-- What the exercise asks --
Your answer should consist only of the records, copied exactly, with the images removed.

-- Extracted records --
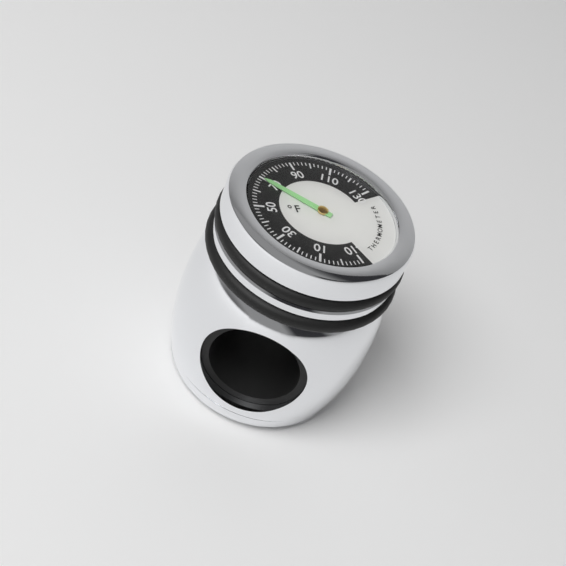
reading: 70 °F
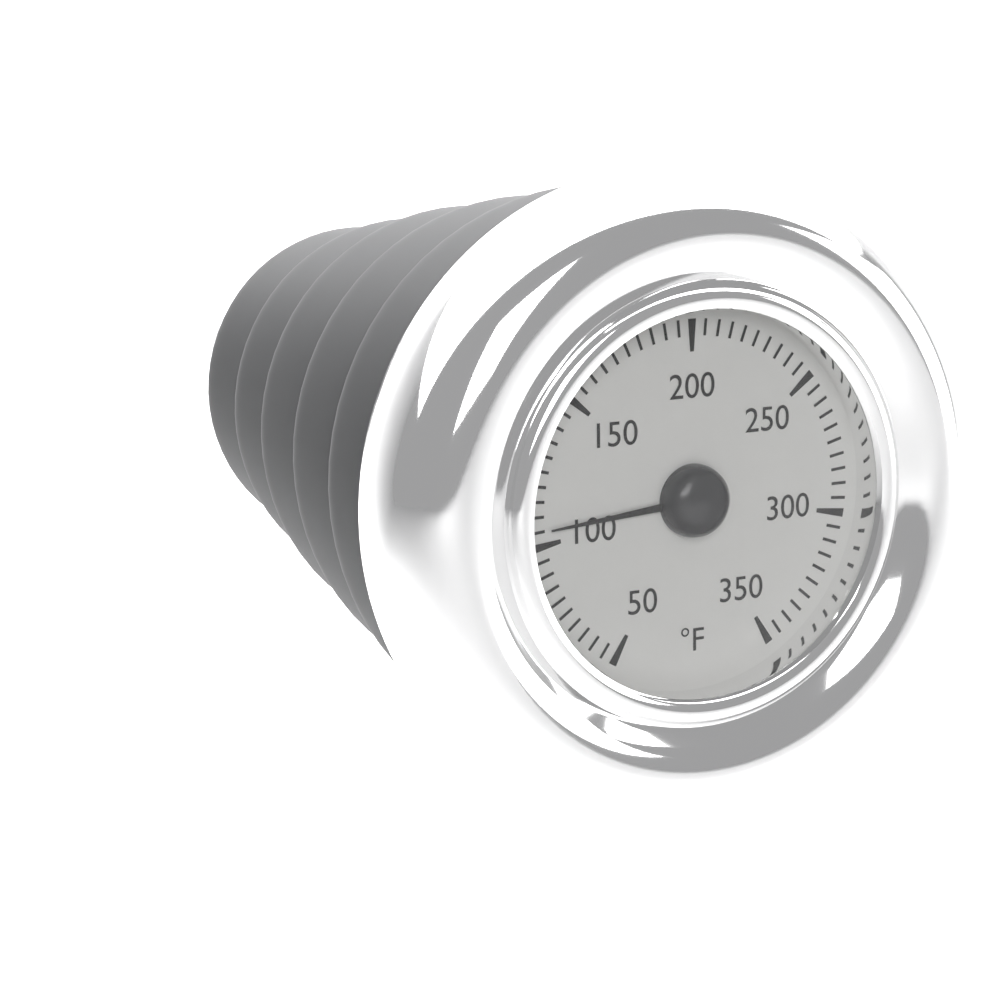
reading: 105 °F
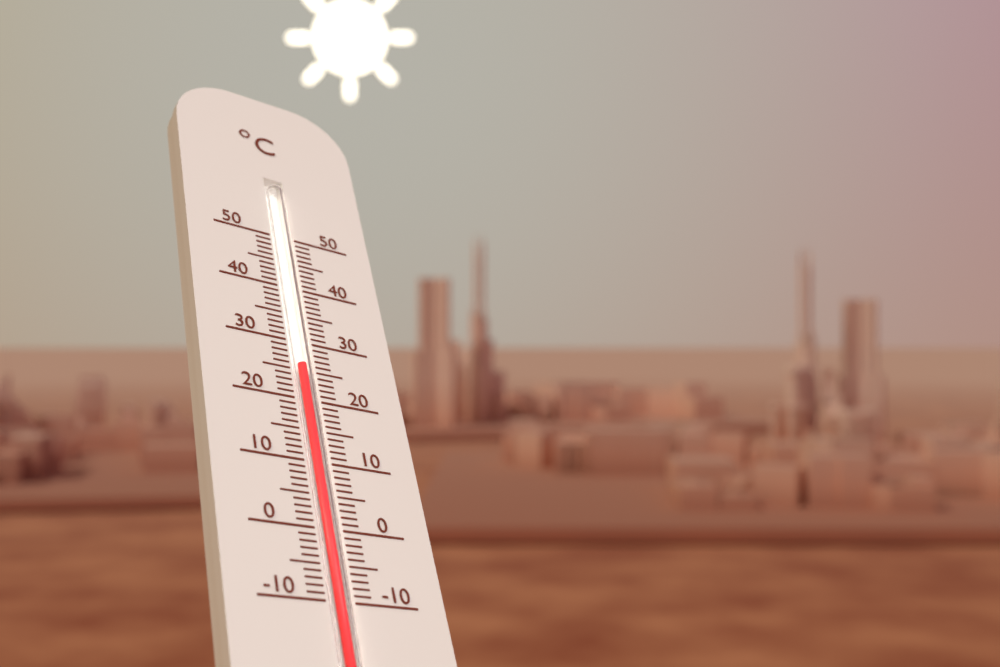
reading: 26 °C
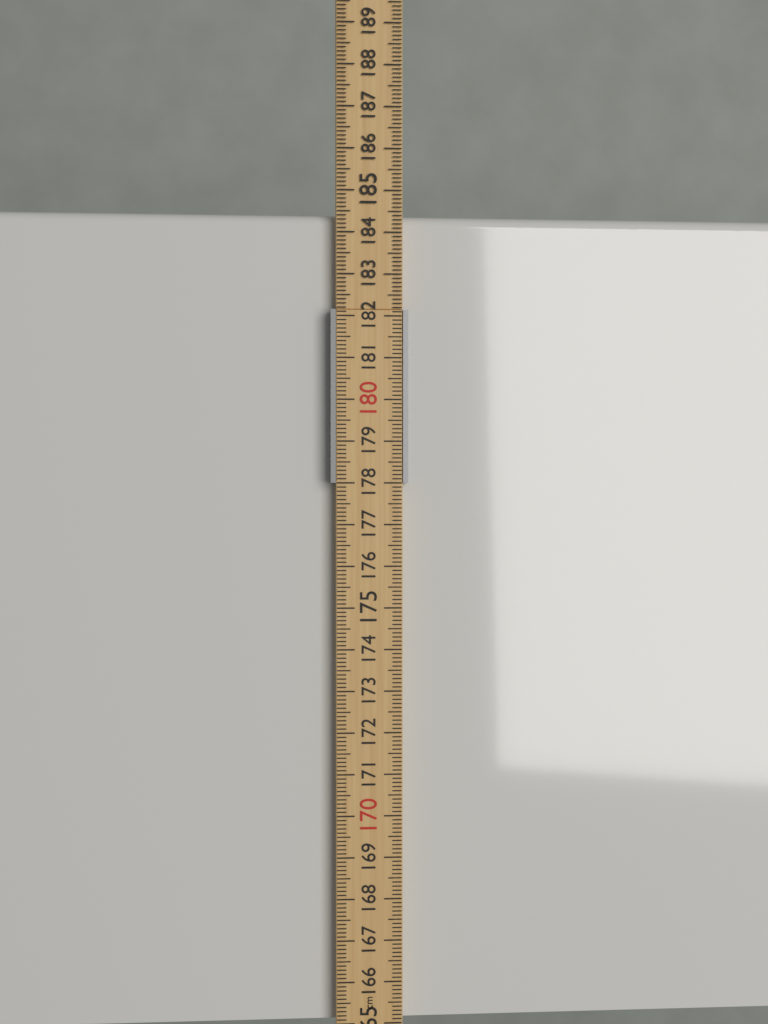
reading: 184.5 cm
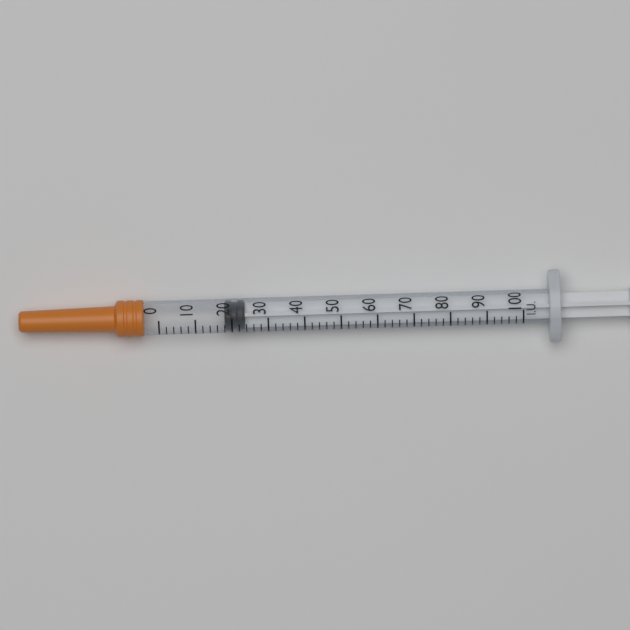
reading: 18 IU
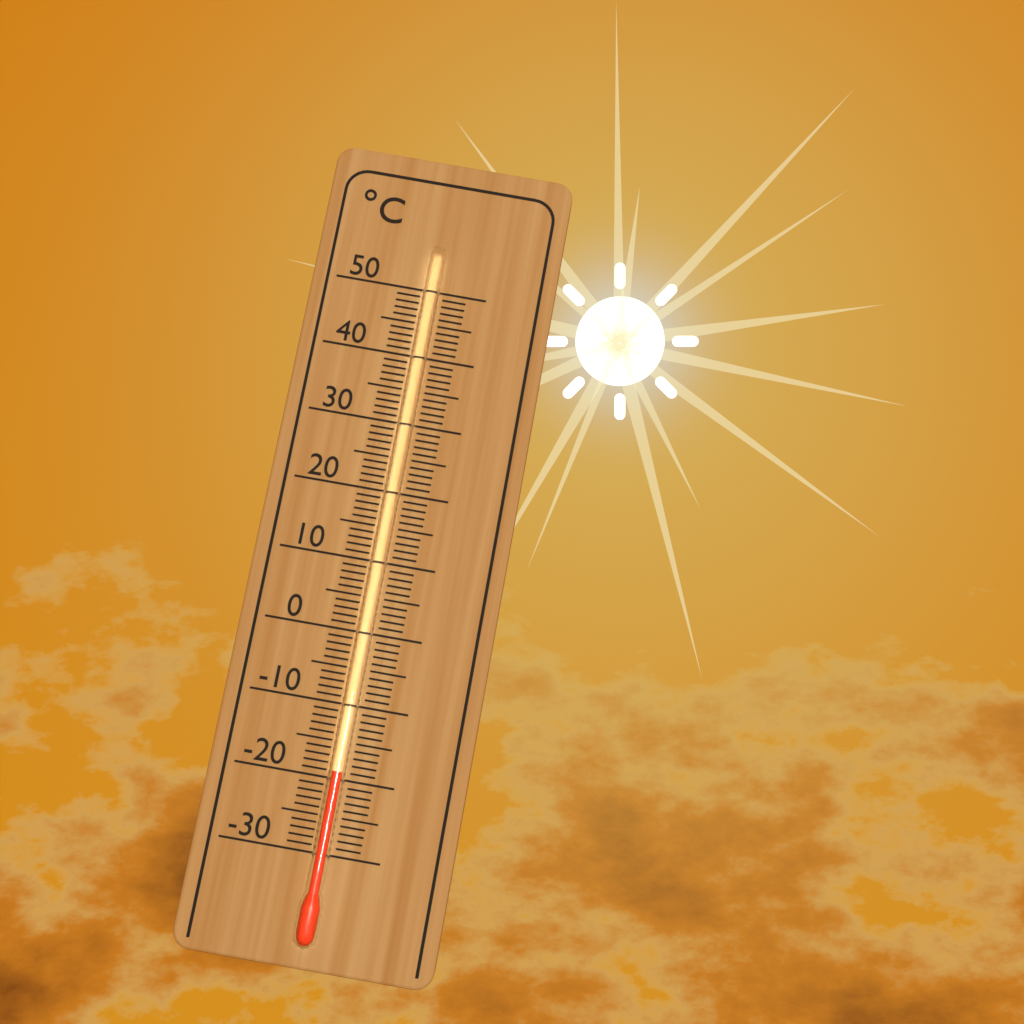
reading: -19 °C
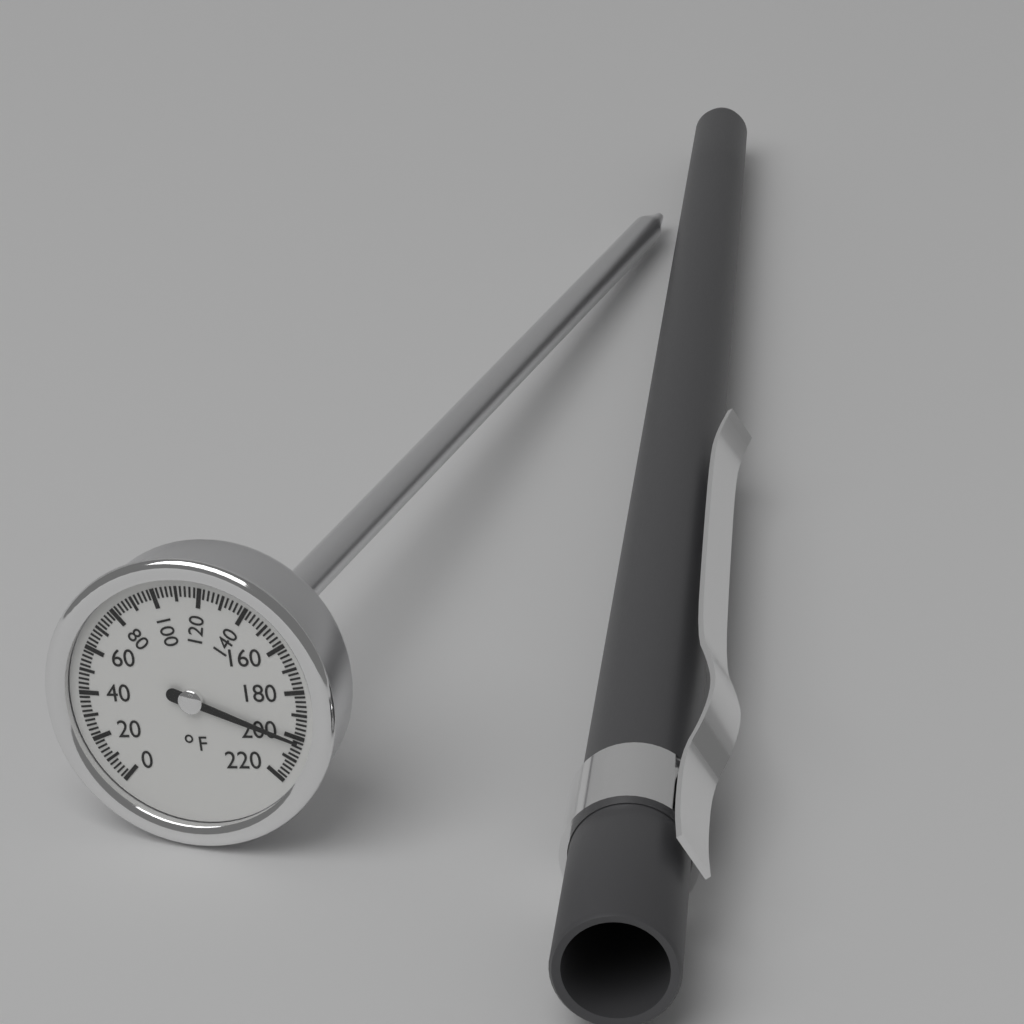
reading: 202 °F
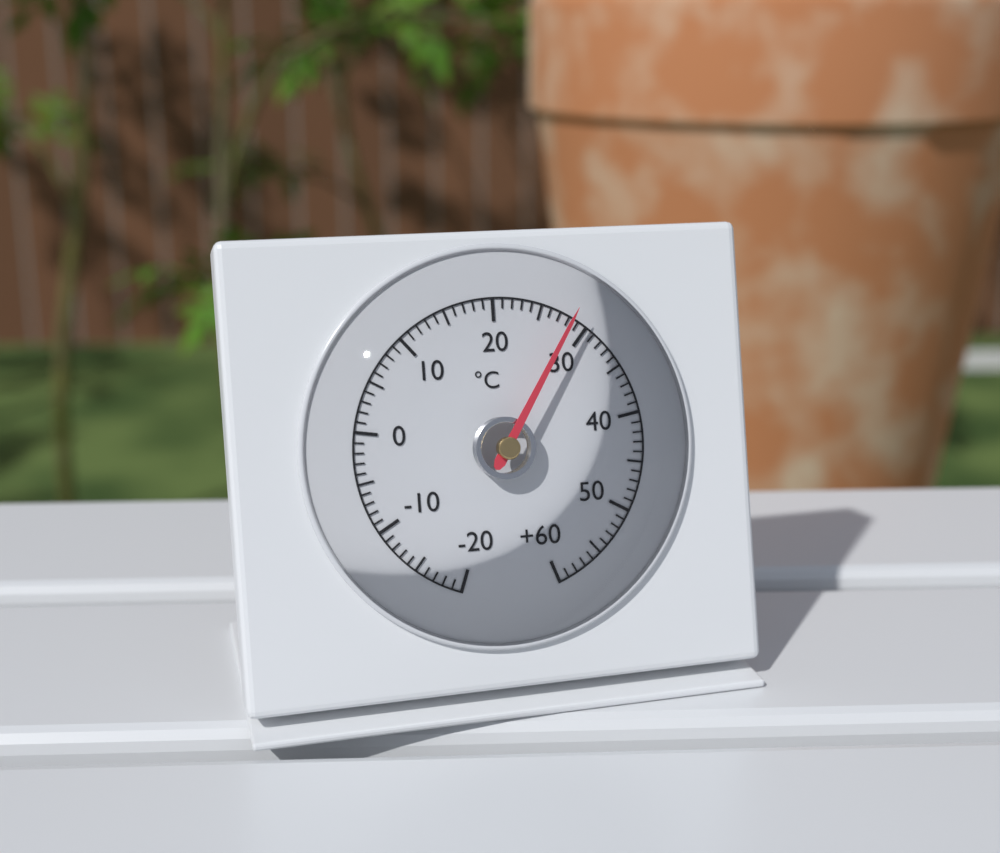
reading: 28 °C
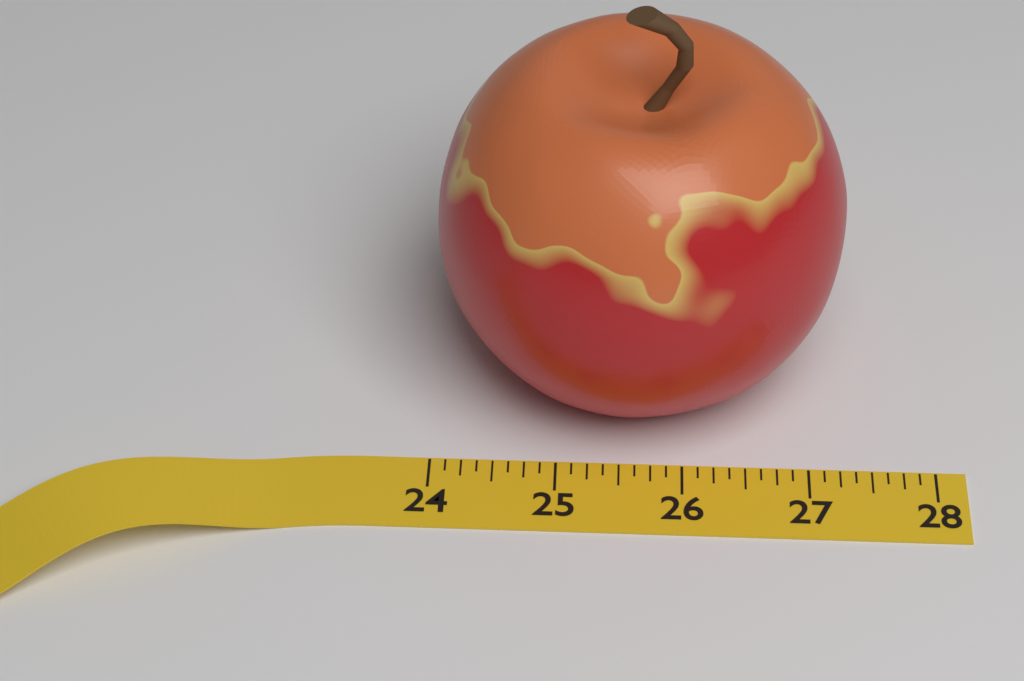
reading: 27.250 (no unit)
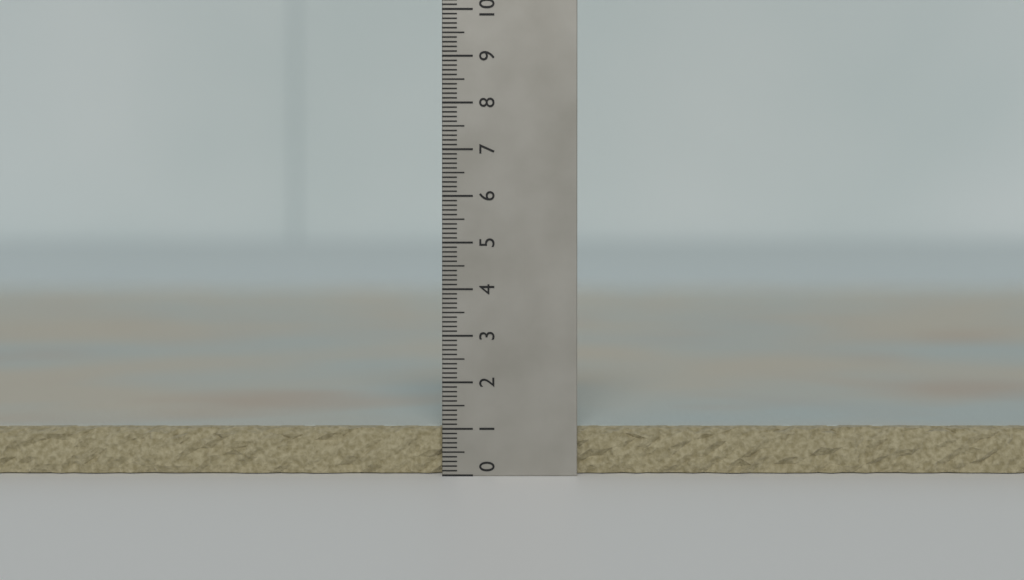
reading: 1.0 (no unit)
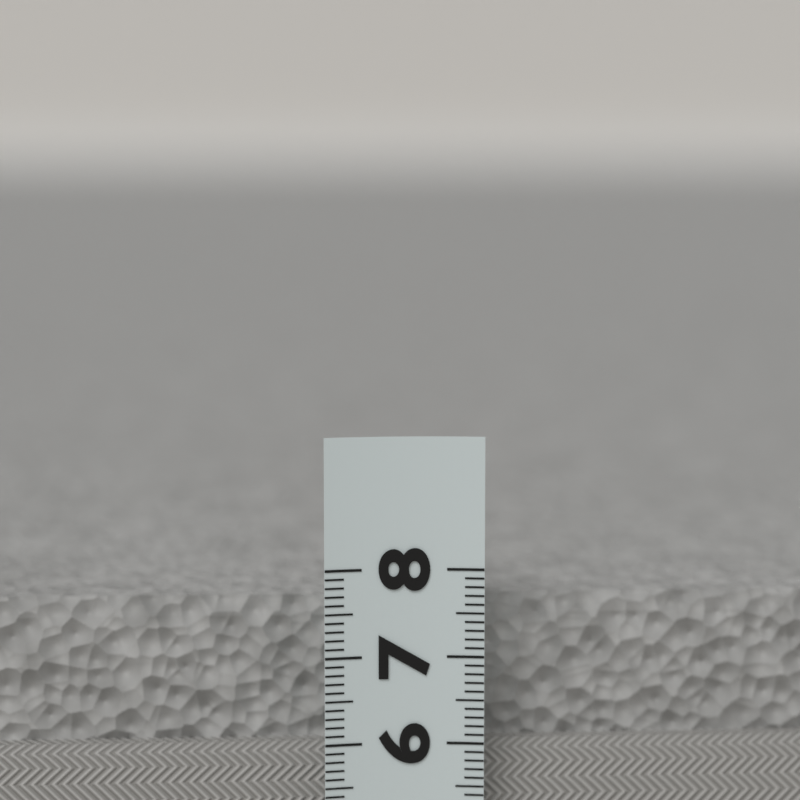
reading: 7.5 (no unit)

-- Answer box --
reading: 70 °F
reading: 105 °F
reading: 26 °C
reading: 184.5 cm
reading: 18 IU
reading: -19 °C
reading: 202 °F
reading: 28 °C
reading: 27.250 (no unit)
reading: 1.0 (no unit)
reading: 7.5 (no unit)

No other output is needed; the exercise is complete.